Exhibition Specs
Flash Slide Show

This exhibition of works by American painter Lee Krasner (1908-1984)-the first full-scale retrospective since her death-presents sixty paintings, collages, and drawings, many of them not exhibited in decades, on loan from public and private collections around the world. Krasner, the only woman artist who was part of the first generation of the New York School, was known for many years primarily as the wife and artistic follower of Jackson Pollock. Through curator Robert Hobbs's new research and analysis, this exhibition makes her critical contributions to Abstract Expressionism vividly clear, while demonstrating her ongoing artistic dialogue with a diverse range of artists, critics, and writers-including Hans Hofmann, Willem de Kooning, Henri Matisse, Piet Mondrian, Harold Rosenberg, and Meyer Schapiro.

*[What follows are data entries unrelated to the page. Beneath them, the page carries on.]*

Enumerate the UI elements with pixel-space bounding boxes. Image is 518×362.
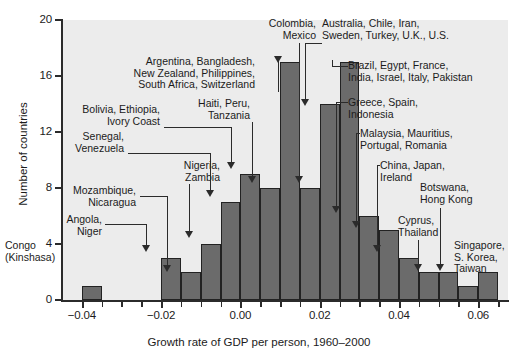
x-tick-mark — [498, 301, 500, 307]
histogram-bar — [478, 272, 498, 300]
annotation-arrowhead — [414, 264, 422, 271]
leader-line — [189, 184, 190, 232]
x-tick-mark — [458, 301, 460, 307]
annotation-arrowhead — [301, 99, 309, 106]
x-tick-label: 0.02 — [290, 309, 350, 321]
histogram-bar — [300, 188, 320, 300]
leader-line — [146, 224, 147, 246]
y-tick-mark — [55, 19, 61, 21]
x-tick-mark — [141, 301, 143, 307]
x-tick-mark — [181, 301, 183, 307]
leader-line — [252, 122, 253, 177]
x-tick-mark — [102, 301, 104, 307]
x-tick-mark — [320, 301, 322, 308]
x-tick-mark — [478, 301, 480, 308]
x-tick-mark — [280, 301, 282, 307]
annotation-angola: Angola, Niger — [40, 214, 102, 237]
leader-line — [336, 102, 337, 207]
annotation-senegal: Senegal, Venezuela — [40, 131, 124, 154]
x-tick-mark — [419, 301, 421, 307]
annotation-china: China, Japan, Ireland — [380, 160, 475, 183]
leader-line — [299, 43, 300, 177]
annotation-singapore: Singapore, S. Korea, Taiwan — [454, 240, 516, 275]
leader-line — [140, 196, 167, 197]
annotation-arrowhead — [274, 56, 282, 63]
leader-line — [332, 66, 348, 67]
x-tick-label: −0.04 — [52, 309, 112, 321]
x-tick-label: −0.02 — [131, 309, 191, 321]
annotation-arrowhead — [295, 176, 303, 183]
annotation-bolivia: Bolivia, Ethiopia, Ivory Coast — [50, 104, 160, 127]
histogram-bar — [82, 286, 102, 300]
leader-line — [231, 127, 232, 163]
annotation-arrowhead — [352, 221, 360, 228]
x-tick-mark — [379, 301, 381, 307]
y-tick-mark — [55, 299, 61, 301]
annotation-greece: Greece, Spain, Indonesia — [348, 97, 458, 120]
x-tick-mark — [82, 301, 84, 308]
annotation-malaysia: Malaysia, Mauritius, Portugal, Romania — [360, 128, 500, 151]
x-tick-mark — [340, 301, 342, 307]
annotation-colombia: Colombia, Mexico — [248, 18, 316, 41]
leader-line — [167, 196, 168, 266]
leader-line — [418, 240, 419, 265]
y-tick-label: 20 — [20, 13, 52, 25]
x-tick-mark — [300, 301, 302, 307]
x-tick-mark — [260, 301, 262, 307]
x-tick-mark — [121, 301, 123, 307]
annotation-arrowhead — [248, 176, 256, 183]
x-tick-mark — [161, 301, 163, 308]
leader-line — [332, 60, 333, 66]
leader-line — [305, 43, 322, 44]
histogram-bar — [240, 174, 260, 300]
annotation-argentina: Argentina, Bangladesh, New Zealand, Phil… — [130, 56, 255, 91]
x-tick-label: 0.04 — [369, 309, 429, 321]
histogram-bar — [221, 202, 241, 300]
y-tick-mark — [55, 75, 61, 77]
annotation-arrowhead — [185, 231, 193, 238]
histogram-bar — [439, 272, 459, 300]
histogram-bar — [201, 244, 221, 300]
annotation-mozambique: Mozambique, Nicaragua — [36, 185, 136, 208]
leader-line — [440, 208, 441, 265]
histogram-bar — [458, 286, 478, 300]
annotation-arrowhead — [206, 190, 214, 197]
histogram-figure: 048121620 −0.04−0.020.000.020.040.06 Con… — [0, 0, 518, 362]
x-tick-mark — [439, 301, 441, 307]
leader-line — [164, 127, 231, 128]
x-axis-line — [61, 300, 509, 302]
annotation-congo: Congo (Kinshasa) — [5, 240, 63, 263]
annotation-arrowhead — [163, 265, 171, 272]
histogram-bar — [260, 188, 280, 300]
leader-line — [305, 43, 306, 100]
annotation-australia: Australia, Chile, Iran, Sweden, Turkey, … — [322, 18, 502, 41]
annotation-arrowhead — [227, 162, 235, 169]
y-axis-title: Number of countries — [17, 69, 29, 239]
annotation-arrowhead — [436, 264, 444, 271]
histogram-bar — [419, 272, 439, 300]
histogram-bar — [181, 272, 201, 300]
x-tick-label: 0.00 — [210, 309, 270, 321]
x-tick-mark — [201, 301, 203, 307]
x-axis-title: Growth rate of GDP per person, 1960–2000 — [0, 336, 518, 348]
leader-line — [210, 153, 211, 191]
annotation-cyprus: Cyprus, Thailand — [398, 215, 476, 238]
leader-line — [336, 102, 348, 103]
annotation-arrowhead — [142, 245, 150, 252]
annotation-brazil: Brazil, Egypt, France, India, Israel, It… — [348, 60, 518, 83]
annotation-arrowhead — [373, 245, 381, 252]
x-tick-mark — [399, 301, 401, 308]
leader-line — [356, 133, 357, 222]
annotation-haiti: Haiti, Peru, Tanzania — [160, 98, 250, 121]
x-tick-mark — [221, 301, 223, 307]
leader-line — [128, 153, 210, 154]
leader-line — [377, 165, 378, 246]
histogram-bar — [379, 230, 399, 300]
x-tick-label: 0.06 — [448, 309, 508, 321]
y-tick-label: 0 — [20, 293, 52, 305]
annotation-botswana: Botswana, Hong Kong — [420, 182, 518, 205]
annotation-arrowhead — [332, 206, 340, 213]
x-tick-mark — [359, 301, 361, 307]
x-tick-mark — [240, 301, 242, 308]
leader-line — [105, 224, 146, 225]
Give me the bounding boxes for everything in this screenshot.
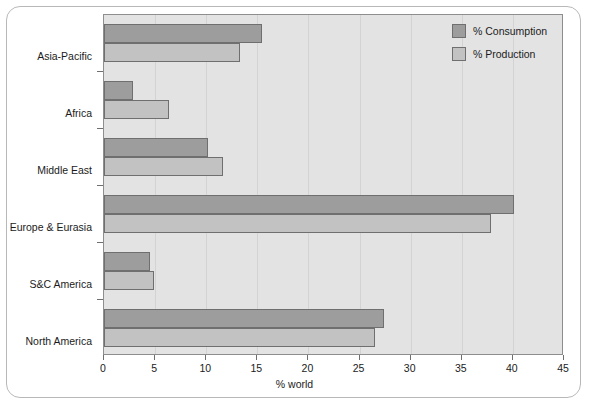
bar-production[interactable] — [104, 43, 240, 62]
legend-label-production: % Production — [473, 48, 535, 60]
x-axis-tick-label: 10 — [199, 362, 211, 374]
x-axis-tick — [256, 355, 257, 360]
bar-consumption[interactable] — [104, 309, 384, 328]
x-axis-tick-label: 45 — [557, 362, 569, 374]
bar-production[interactable] — [104, 271, 154, 290]
bar-production[interactable] — [104, 100, 169, 119]
gridline — [308, 15, 309, 354]
gridline — [257, 15, 258, 354]
bar-production[interactable] — [104, 157, 223, 176]
y-label-middle-east: Middle East — [37, 164, 92, 176]
gridline — [411, 15, 412, 354]
legend-swatch-production — [452, 47, 466, 61]
gridline — [206, 15, 207, 354]
x-axis-tick-label: 40 — [506, 362, 518, 374]
bar-consumption[interactable] — [104, 138, 208, 157]
gridline — [462, 15, 463, 354]
x-axis-tick — [154, 355, 155, 360]
legend-label-consumption: % Consumption — [473, 25, 547, 37]
y-label-asia-pacific: Asia-Pacific — [37, 50, 92, 62]
bar-production[interactable] — [104, 214, 491, 233]
chart-screenshot: Asia-Pacific Africa Middle East Europe &… — [0, 0, 589, 406]
legend-swatch-consumption — [452, 24, 466, 38]
x-axis-tick-label: 25 — [353, 362, 365, 374]
x-axis-tick-label: 5 — [151, 362, 157, 374]
y-label-europe-eurasia: Europe & Eurasia — [10, 221, 92, 233]
legend-item-consumption: % Consumption — [452, 24, 547, 38]
bar-row — [104, 157, 562, 176]
bar-consumption[interactable] — [104, 24, 262, 43]
bar-row — [104, 252, 562, 271]
x-axis-tick — [410, 355, 411, 360]
bar-row — [104, 271, 562, 290]
x-axis-tick-label: 35 — [455, 362, 467, 374]
bar-row — [104, 214, 562, 233]
x-axis-tick — [103, 355, 104, 360]
x-axis-title: % world — [0, 378, 589, 390]
bar-consumption[interactable] — [104, 81, 133, 100]
bar-row — [104, 100, 562, 119]
legend: % Consumption % Production — [452, 24, 547, 61]
x-axis-tick — [307, 355, 308, 360]
bar-row — [104, 309, 562, 328]
bar-row — [104, 195, 562, 214]
gridline — [155, 15, 156, 354]
x-axis-tick-label: 30 — [404, 362, 416, 374]
x-axis-tick — [512, 355, 513, 360]
x-axis-tick-label: 15 — [250, 362, 262, 374]
x-axis-tick-label: 0 — [100, 362, 106, 374]
x-axis-tick — [563, 355, 564, 360]
bar-consumption[interactable] — [104, 195, 514, 214]
legend-item-production: % Production — [452, 47, 547, 61]
bar-production[interactable] — [104, 328, 375, 347]
gridline — [513, 15, 514, 354]
bar-consumption[interactable] — [104, 252, 150, 271]
plot-area — [103, 14, 563, 355]
x-axis-tick-label: 20 — [302, 362, 314, 374]
y-label-africa: Africa — [65, 107, 92, 119]
bar-row — [104, 138, 562, 157]
gridline — [360, 15, 361, 354]
y-label-north-america: North America — [25, 335, 92, 347]
x-axis-tick — [359, 355, 360, 360]
x-axis-tick — [461, 355, 462, 360]
x-axis-tick — [205, 355, 206, 360]
y-label-sc-america: S&C America — [30, 278, 92, 290]
y-axis-labels: Asia-Pacific Africa Middle East Europe &… — [0, 14, 98, 355]
bar-row — [104, 328, 562, 347]
bar-row — [104, 81, 562, 100]
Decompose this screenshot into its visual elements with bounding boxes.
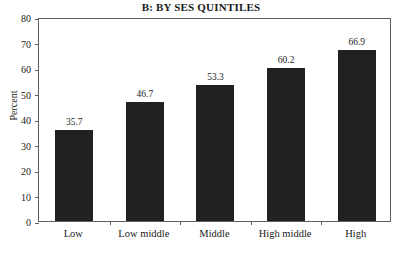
y-tick-label: 30 (3, 139, 31, 154)
x-axis-category-label: High middle (250, 228, 321, 239)
y-tick-label: 0 (3, 215, 31, 230)
bar (267, 68, 305, 222)
x-axis-category-label: Low (38, 228, 109, 239)
x-tick-mark (180, 221, 181, 225)
plot-area: 01020304050607080 35.746.753.360.266.9 (38, 18, 391, 222)
y-tick-label: 70 (3, 37, 31, 52)
bar (126, 102, 164, 221)
bar-slot: 66.9 (321, 19, 392, 221)
bar (55, 130, 93, 221)
bar-value-label: 35.7 (66, 117, 83, 127)
y-tick-mark (35, 223, 39, 224)
chart-title: B: BY SES QUINTILES (0, 1, 402, 13)
y-tick-label: 50 (3, 88, 31, 103)
x-tick-mark (321, 221, 322, 225)
bar (196, 85, 234, 221)
y-tick-label: 40 (3, 113, 31, 128)
bar-chart-figure: B: BY SES QUINTILES Percent 010203040506… (0, 0, 402, 260)
bar-value-label: 46.7 (137, 89, 154, 99)
bar-slot: 60.2 (251, 19, 322, 221)
x-tick-mark (110, 221, 111, 225)
x-axis-category-label: High (320, 228, 391, 239)
bar-value-label: 66.9 (348, 37, 365, 47)
x-axis-category-label: Low middle (109, 228, 180, 239)
bar-slot: 46.7 (110, 19, 181, 221)
x-axis-category-label: Middle (179, 228, 250, 239)
y-tick-label: 80 (3, 11, 31, 26)
bar-slot: 53.3 (180, 19, 251, 221)
x-tick-mark (251, 221, 252, 225)
bar-slot: 35.7 (39, 19, 110, 221)
y-tick-label: 10 (3, 190, 31, 205)
y-axis-label: Percent (8, 71, 19, 141)
y-tick-label: 20 (3, 164, 31, 179)
bar-value-label: 60.2 (278, 55, 295, 65)
bar (338, 50, 376, 221)
y-tick-label: 60 (3, 62, 31, 77)
bar-value-label: 53.3 (207, 72, 224, 82)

The works selected for the show trace Krasner's development, beginning with a self-portrait (1930) through her early geometric abstractions of the late 1930s and early 1940s (when she became an important member of New York's vanguard) to her mature works. These include her Little Image paintings of the late 1940s, major collages of the early 1950s, the Earth Green series of the late 1950s, the Umber Paintings or Night Journeys of the early 1960s, and her great abstractions of the late 1960s and early 1970s, culminating with such late works as the magisterial series Eleven Ways to Use the Words to See.

The exhibition is accompanied by a 224-page book published by ICI in association with Harry N. Abrams, Inc. It includes an extensive essay by curator Robert Hobbs, the Rhoda Thalhimer Endowed Chair of Art History at Virginia Commonwealth University, and an Introduction by writer B. H. Friedman, one of the earliest champions of Krasner's work, that features previously unpublished excerpts from his diaries.